After all, Mr. Sneelock is one of my friends.
If I Ran the Circus, Dr. Seuss
He might even help out doing small odds and ends.
Doing little odd jobs, he could be of some aid…
Such as selling balloons and the pink lemonade.
When I was a kid, any time we let my father choose what book to read us he would pick Dr. Seuss’s If I Ran the Circus. I find this a fun book for the list of crazy Seussian creatures and the completely unchecked quality of the narrator’s imagination (you must admit, he doesn’t think small!). Probably the most interesting element of the book, however, is the quiet Mr. Sneelock who owns the vacant lot that the narrator is imagining turning into his fabulous circus.

Mr. Sneelock is there from the first page of the book and winds throughout the narrator’s fantasies as part of many of the circus acts. Throughout, he appears in his slippers with his pipe perpetually in his mouth, and always looking blithely unconcerned about the daring deeds he is undertaking (taming large, dangerous-looking creatures; flying through the air with trapese artists suspended only by his pipe; laying under racing cars; etc.). It’s clear that the kid narrating the book has complete faith that Mr. Sneelock can do anything with his unruffled aplomb.
The more I look at Mr. Sneelock throughout the book, the more clear it is to me that this is a very patient man. He has probably seen a lot of games and heard a lot of crazy plans spun for the lot (which appears more like a small junkyard than the vacant lot the narrator describes it as). The feeling I get from the way the narrator describes him is that he is the kind of adult who doesn’t discourage the imaginary play of the kids in his neighborhood. Maybe he asks questions about their imaginary worlds, but he doesn’t dismiss or criticize them. Simply inquires and accepts.

I strongly suspect that poor Mr. Sneelock would be far less game for the crazy things the kid is planning to sign him up for than the kid assumes, though! Being patient with imaginative stories and games is not the same as being willing to wrestle a giant Grizzly-Gastly single-handedly, after all!
Why! He’ll be a Hero!
If I Ran the Circus, Dr. Seuss
Of course he won’t mind
When he finds that he has
A big circus behind.
Well, I recall it differently. Whenever it was my time to read to you and I let YOU pick the book you inevitably chose what we called, “The Circus McGurkus!” We read a lot of things, but I never found another book that enabled me to convey the degree reading could be exciting to the extent “If I Ran the Circus” could. In retrospect, I think I may have now become Sneelock – a benign witness to the nuttiness surrounding me.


* **WHAT YOU NEED TO DO**
Leave the pictures out, and repeat exactly every line from the one with "What are the coordinates of human body?" through the end of the data below.

⟨

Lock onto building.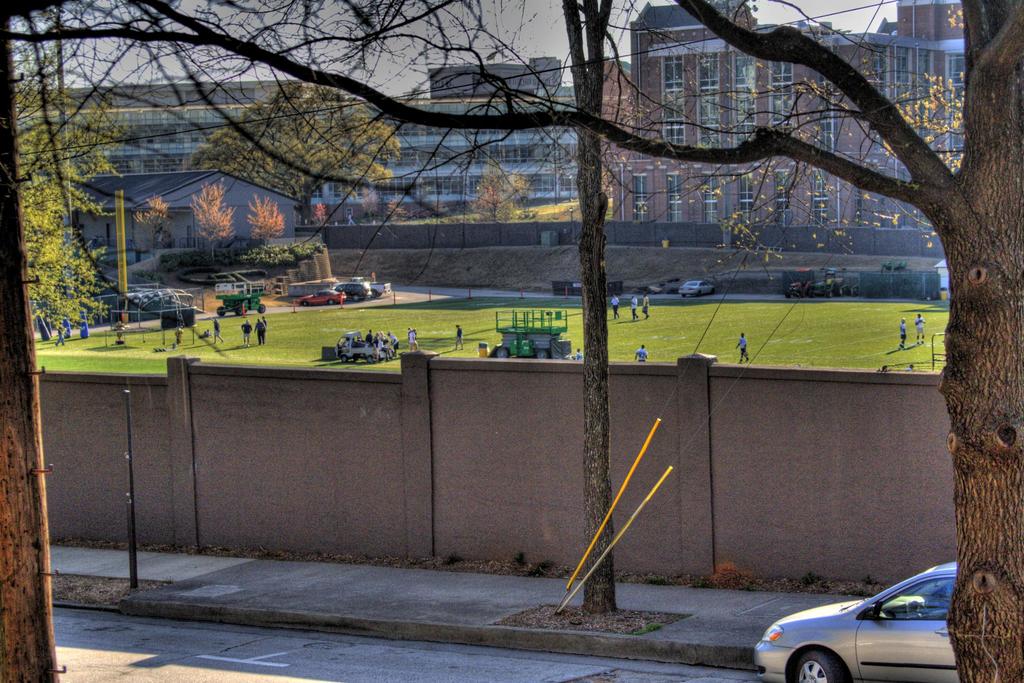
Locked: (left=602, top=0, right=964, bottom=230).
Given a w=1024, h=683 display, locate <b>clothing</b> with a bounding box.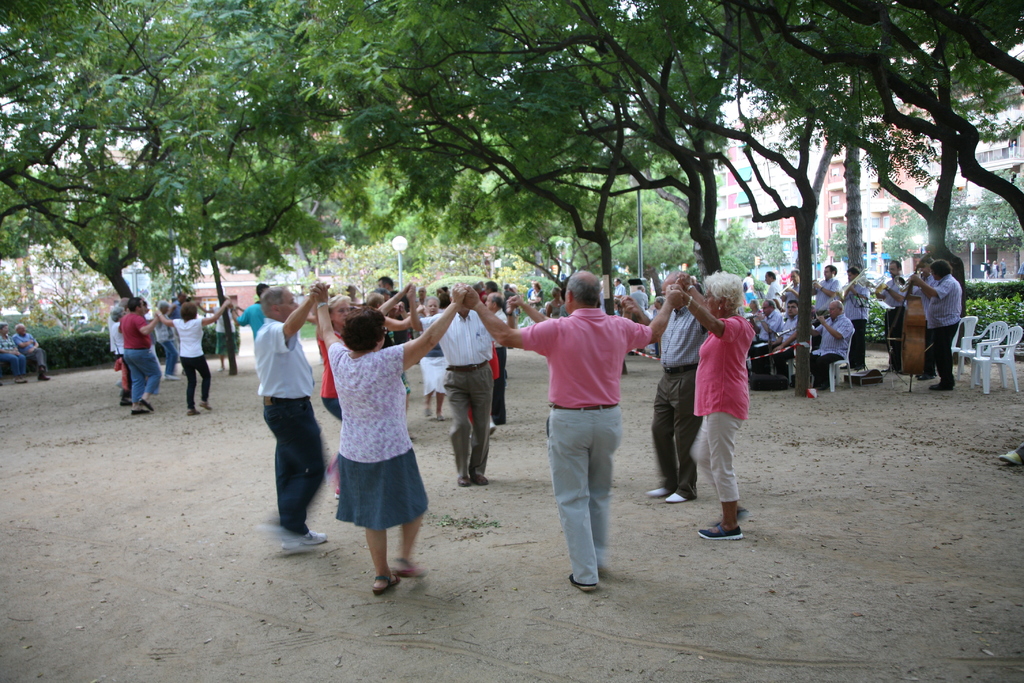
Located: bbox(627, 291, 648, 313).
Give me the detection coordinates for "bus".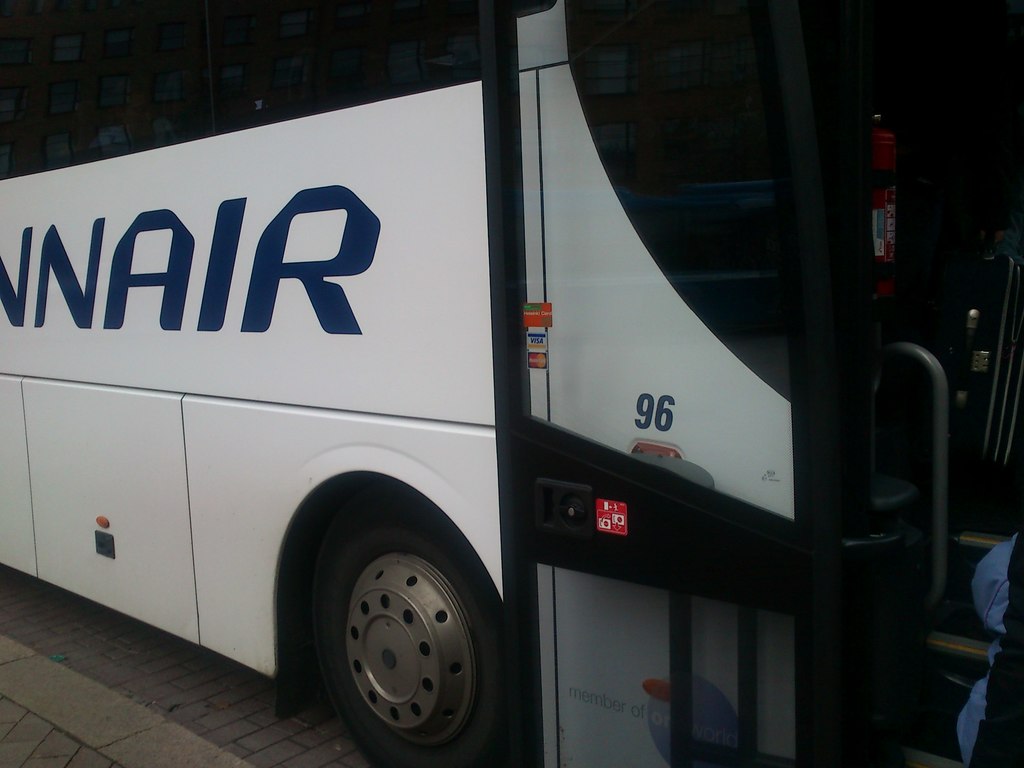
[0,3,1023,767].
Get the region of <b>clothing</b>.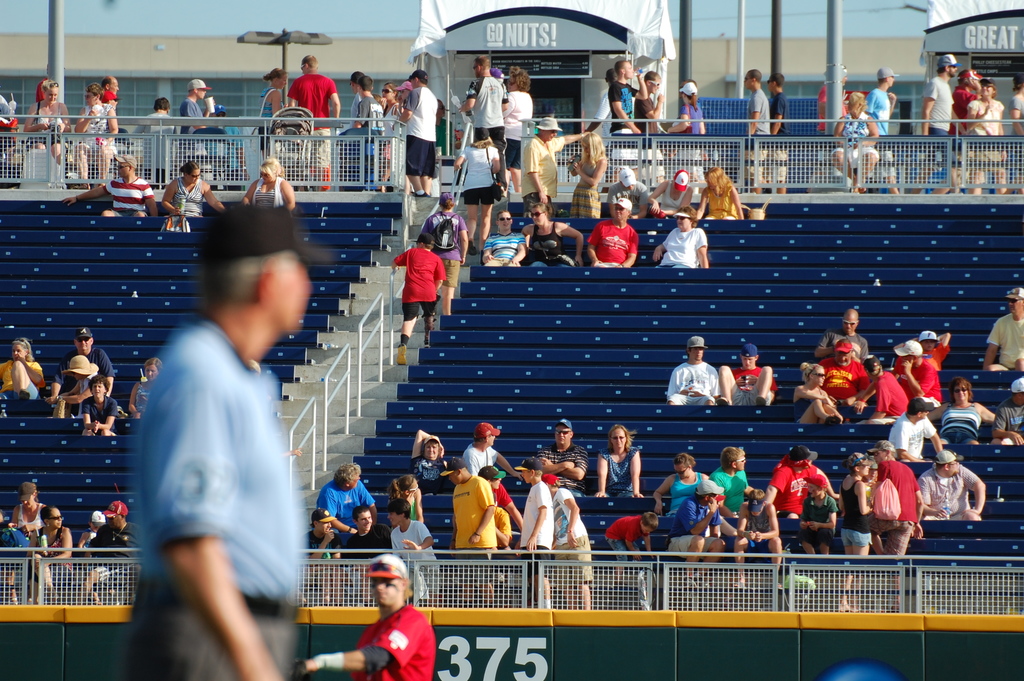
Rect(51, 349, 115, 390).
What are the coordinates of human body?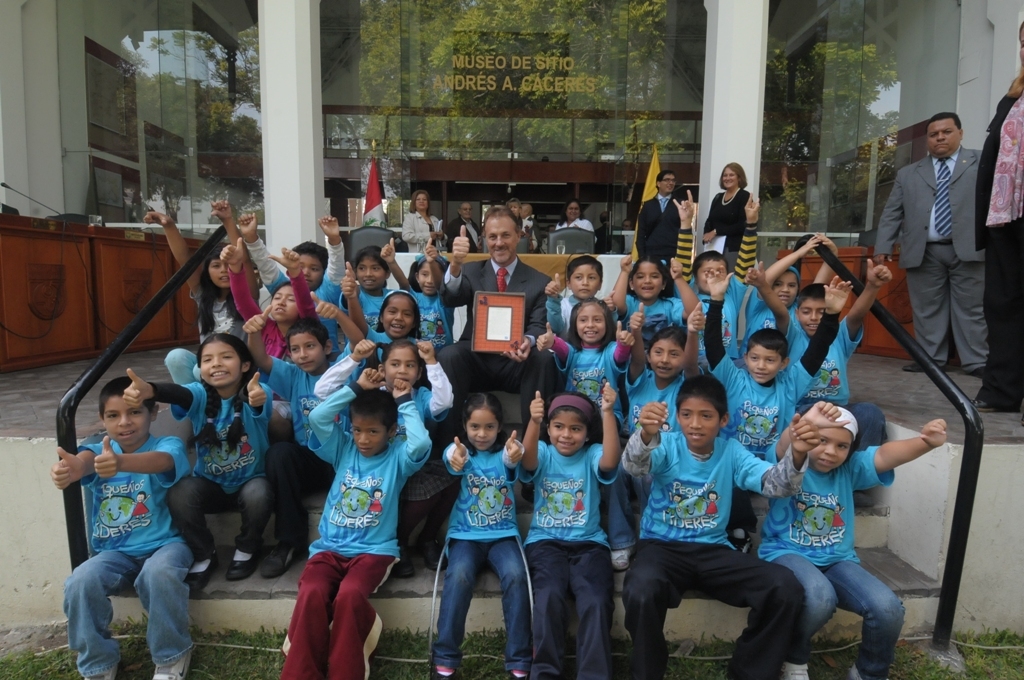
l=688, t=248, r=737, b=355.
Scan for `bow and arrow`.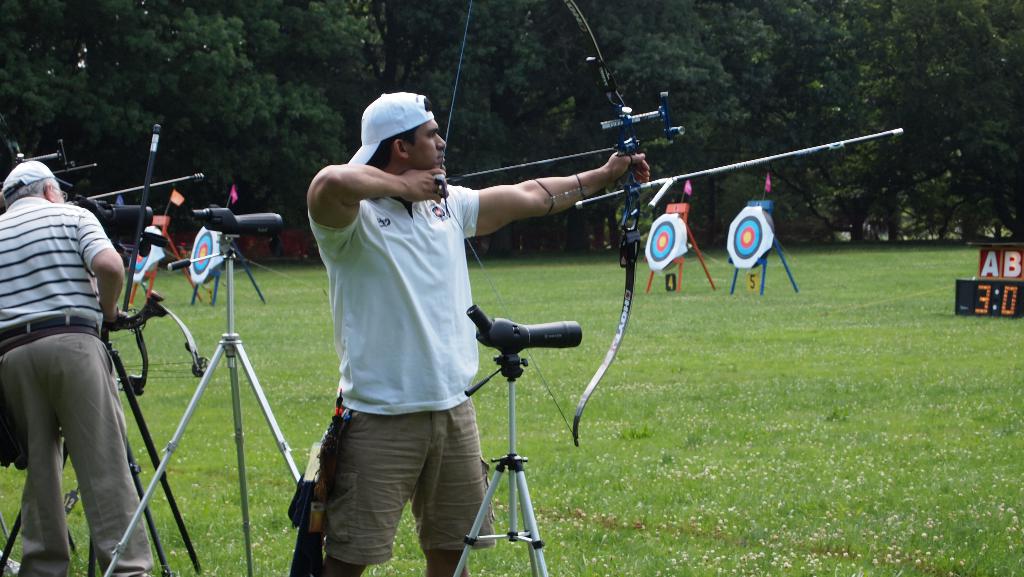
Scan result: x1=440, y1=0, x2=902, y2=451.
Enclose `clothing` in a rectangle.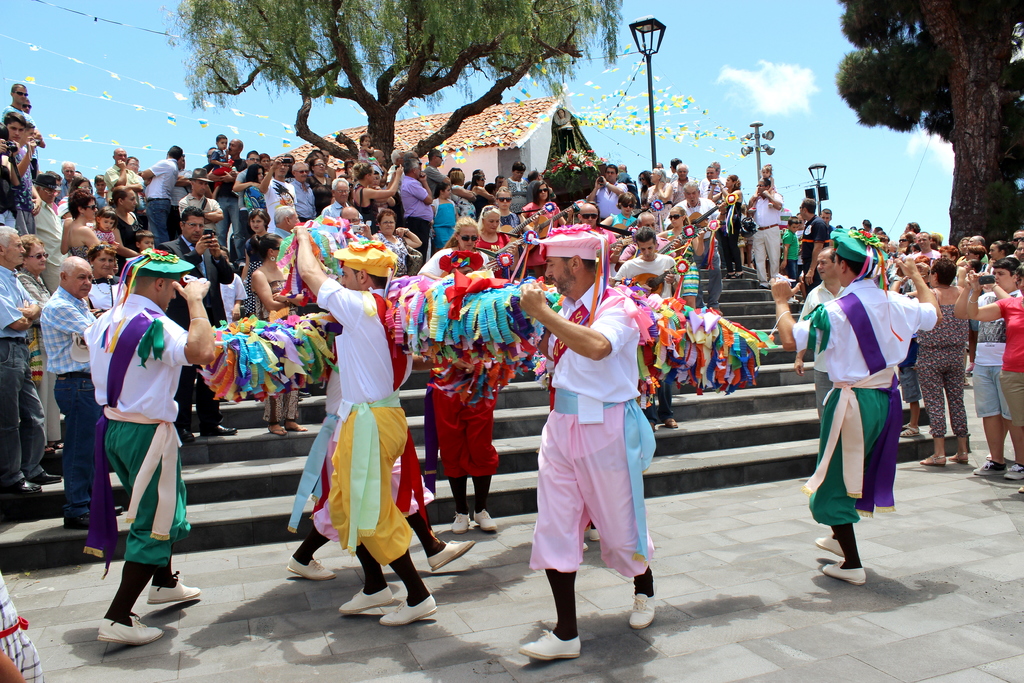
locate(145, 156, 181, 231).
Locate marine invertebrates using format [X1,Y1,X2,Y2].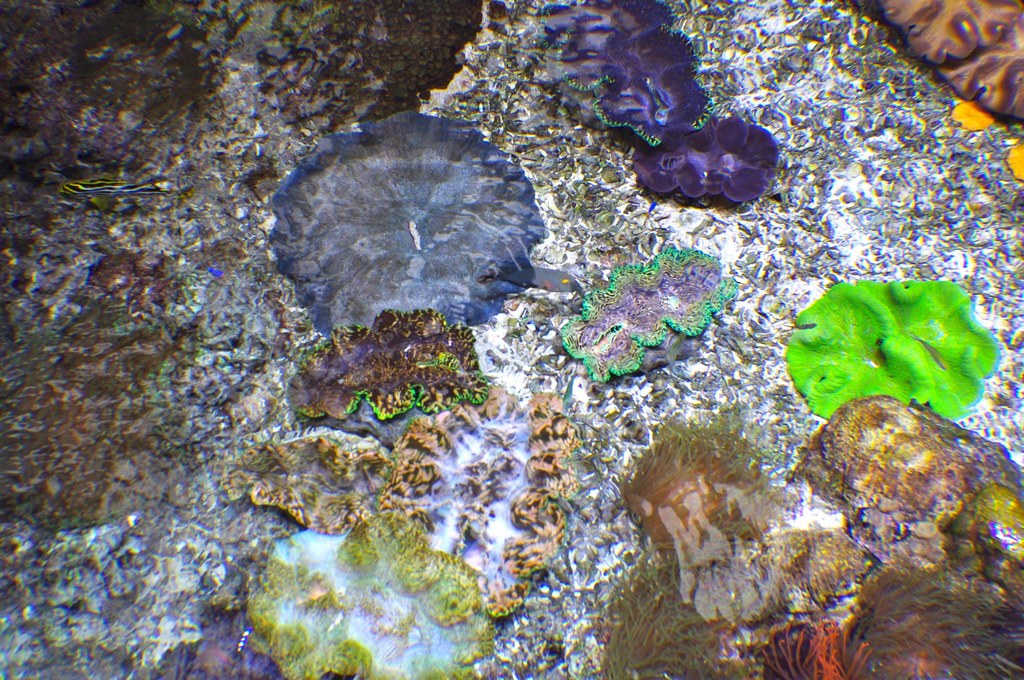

⟩

* **SOLUTION FOR THIS EXERCISE**
What are the coordinates of human body?
l=688, t=248, r=737, b=355.
Scan for `bow and arrow`.
Scan result: x1=440, y1=0, x2=902, y2=451.
Enclose `clothing` in a rectangle.
locate(145, 156, 181, 231).
Locate marine invertebrates using format [X1,Y1,X2,Y2].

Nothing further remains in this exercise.